My view: City to discuss reforms on Wednesday


By Jim Harrington
Published September 22nd 2007 in Santa Fe New Mexican
FEATURED QUOTE: "[Instant runoff voting] is the cheapest and most efficient way to ensure that elected officials are supported by a majority of the voters..."

The Santa Fe City Council will have the opportunity at its meeting of Sept. 26, to initiate major improvements in city government and city elections. The Charter Review Commission appointed by the council has proposed several such improvements in the form of amendments to the city charter, and the council will decide at that meeting whether to place the proposed amendments on the March ballot for approval by the voters.

The most important of the Commission’s proposals are:

 

* public financing of political campaigns;
* facilitation of direct democracy through the popular measures known as initiative, referendum and recall;
* use of ranked-choice voting in city elections, and
* a requirement that the municipal judge be an attorney.

Public campaign financing would reduce or eliminate the influence of private campaign contributions on the decisions of public officials, would relieve them of the necessity to divert their time and energy to fundraising, and would permit the imposition of reasonable limits on campaign expenditures. Acceptance of public financing would be voluntary for the candidates, but experience in the many jurisdictions where it is now offered has shown that, in a properly designed system, all or almost all candidates will eventually participate.

The long-run annualized cost of public financing in Santa Fe has been estimated to be between $100,000 and $200,000 a year, the equivalent of only a $7 to $12 increase in the annual property taxes on a $500,000 home.

Initiatives, referenda and recall of elected officials are permitted under the present law, but the number of signatures needed to place them on the ballot is prohibitively large. The proposed charter amendment would reduce this number to a level that would be attainable but still high enough to prevent abuse.

An initiative or referendum, for example, would need about 3,000 signatures to get on the ballot, compared with the present unrealistic requirement of 9,000 signatures, which is 60 percent of the number of votes normally cast in city elections.

Ranked-choice voting, also called “instant runoff,” allows a voter to rank the candidates for each office in the order of his or her preference. The votes are then counted in a series of rounds in which the candidate receiving the fewest votes is eliminated in each round and the ballots cast for that candidate are then redistributed to the remaining candidates who are ranked next on those ballots, until one candidate finally receives a majority of the votes.

Ranked-choice voting normally produces the same outcome as a runoff election, but without the expense and delay of a second election.

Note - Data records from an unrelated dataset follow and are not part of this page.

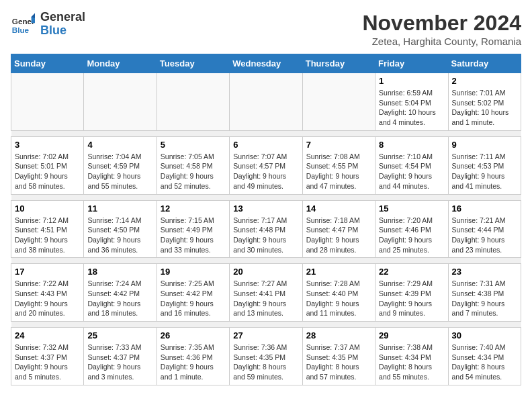 The image size is (532, 411). I want to click on calendar-day-cell: 29Sunrise: 7:38 AM Sunset: 4:34 PM Dayli…, so click(412, 357).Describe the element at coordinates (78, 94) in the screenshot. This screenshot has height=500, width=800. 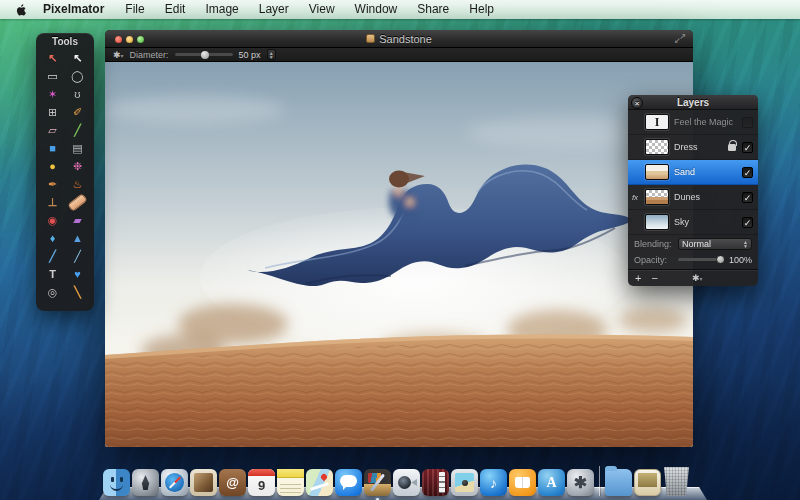
I see `lasso-tool-icon: ʊ` at that location.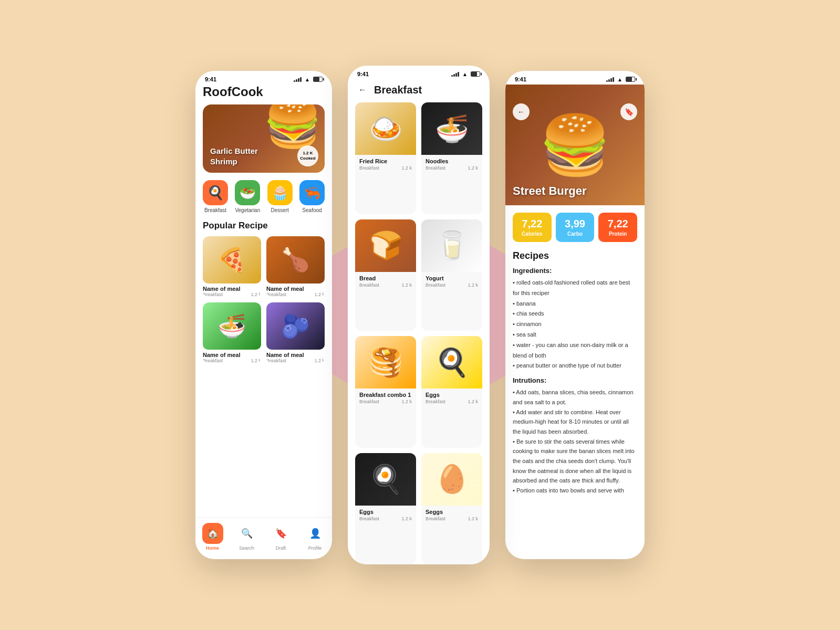 This screenshot has width=840, height=630. I want to click on recipe-img-1: 🍗, so click(295, 260).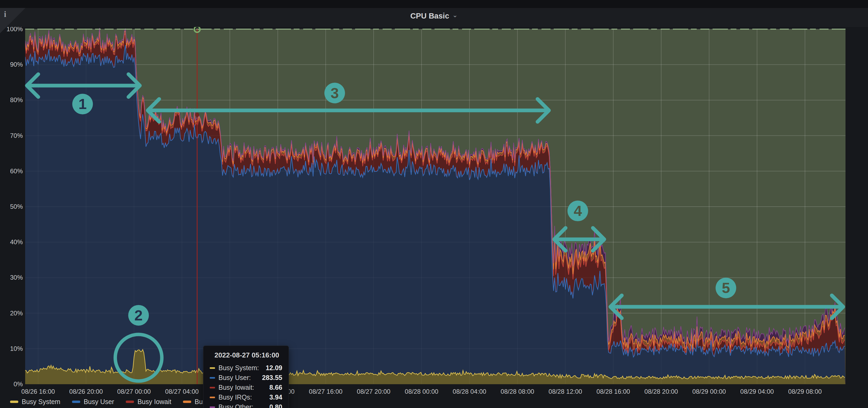  Describe the element at coordinates (276, 406) in the screenshot. I see `tooltip-value: 0.80` at that location.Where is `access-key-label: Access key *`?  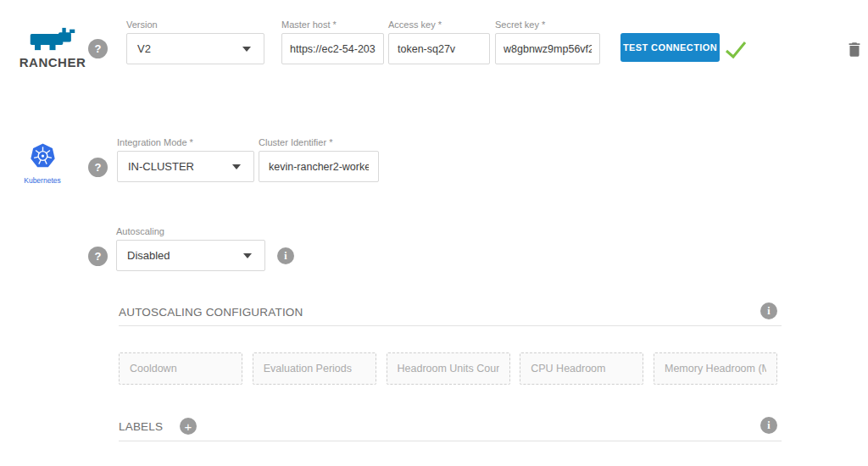
access-key-label: Access key * is located at coordinates (439, 25).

This voting method, which is being used in an increasing number of cities, is the cheapest and most efficient way to ensure that elected officials are supported by a majority of the voters, which does not happen under our current plurality system, where many officials have actually been elected over the opposition of the majority.

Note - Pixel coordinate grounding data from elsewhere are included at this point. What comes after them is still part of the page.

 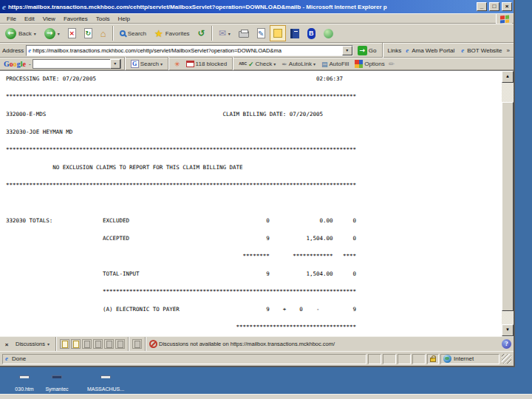 What do you see at coordinates (295, 33) in the screenshot?
I see `research-button` at bounding box center [295, 33].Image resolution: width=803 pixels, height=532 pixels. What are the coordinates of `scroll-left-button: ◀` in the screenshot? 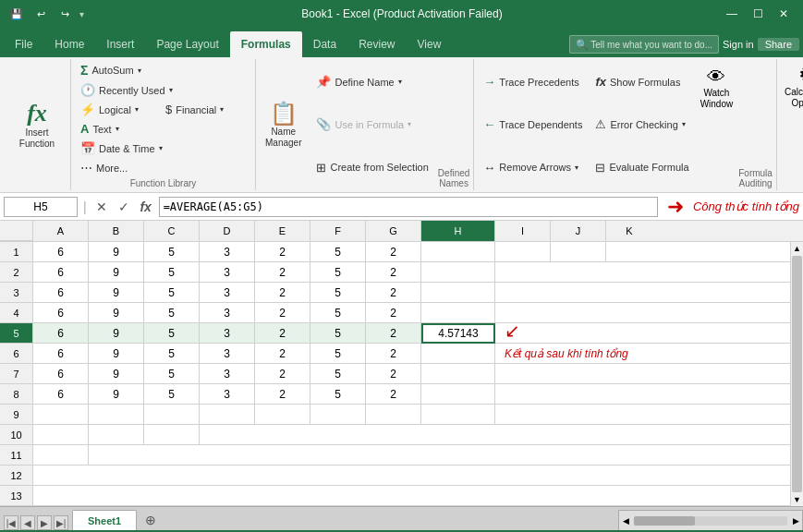 It's located at (626, 521). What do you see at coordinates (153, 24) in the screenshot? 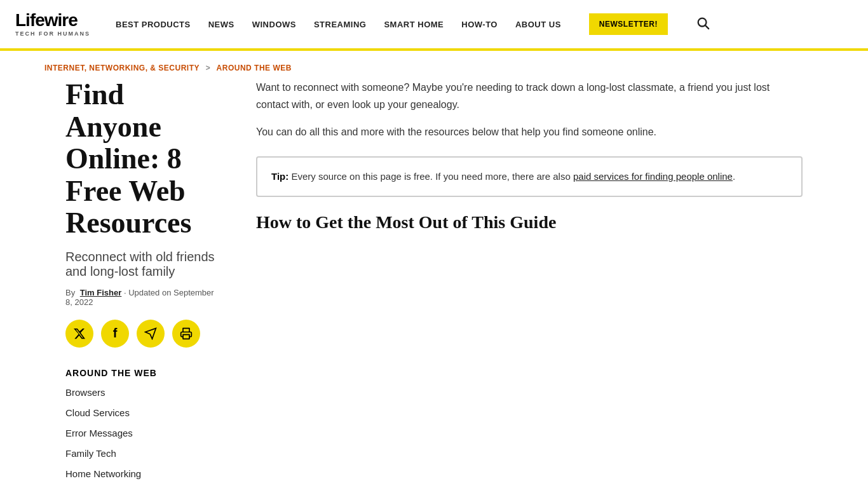
I see `nav-best-products: BEST PRODUCTS` at bounding box center [153, 24].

Requiring the municipal judge to be a lawyer would ensure a permanent improvement in the quality of justice administered in our municipal court. Although there have been excellent non-lawyer judges, and although judges with law degrees are by no means immune from mistakes, the statistical evidence demonstrates that serious errors and miscarriages of justice, including wrongful incarceration, are far more likely when the judge is not a lawyer.

The city owes its citizens the best chance it can give them of avoiding this kind of injustice.

The City Council must now decide whether to give the voters an opportunity to adopt these important reforms.

You can express your view by calling or e-mailing your councilor.

Jim Harrington is a Santa Fe attorney and is chairman of the eight-member Charter Review Commission appointed by the mayor and City Council in 2005.

IRV Soars in Twin Cities, FairVote Corrects the Pundits on Meaning of Election Night '09
Election Day '09 was a roller-coaster for election reformers.  Instant runoff voting had a great night in Minnesota, where St. Paul voters chose to implement IRV for its city elections, and Minneapolis voters used IRV for the first time—with local media touting it as a big success. As the Star-Tribune noted in endorsing IRV for St. Paul, Tuesday’s elections give the Twin Cities a chance to show the whole state of Minnesota the benefits of adopting IRV. There were disappointments in Lowell and Pierce County too, but high-profile multi-candidate races in New Jersey and New York keep policymakers focused on ways to reform elections;  the Baltimore Sun and Miami Herald were among many newspapers publishing commentary from FairVote board member and former presidential candidate John Anderson on how IRV can mitigate the problems of plurality elections.

And as pundits try to make hay out of the national implications of Tuesday’s gubernatorial elections, Rob Richie in the Huffington Post concludes that the gubernatorial elections have little bearing on federal elections.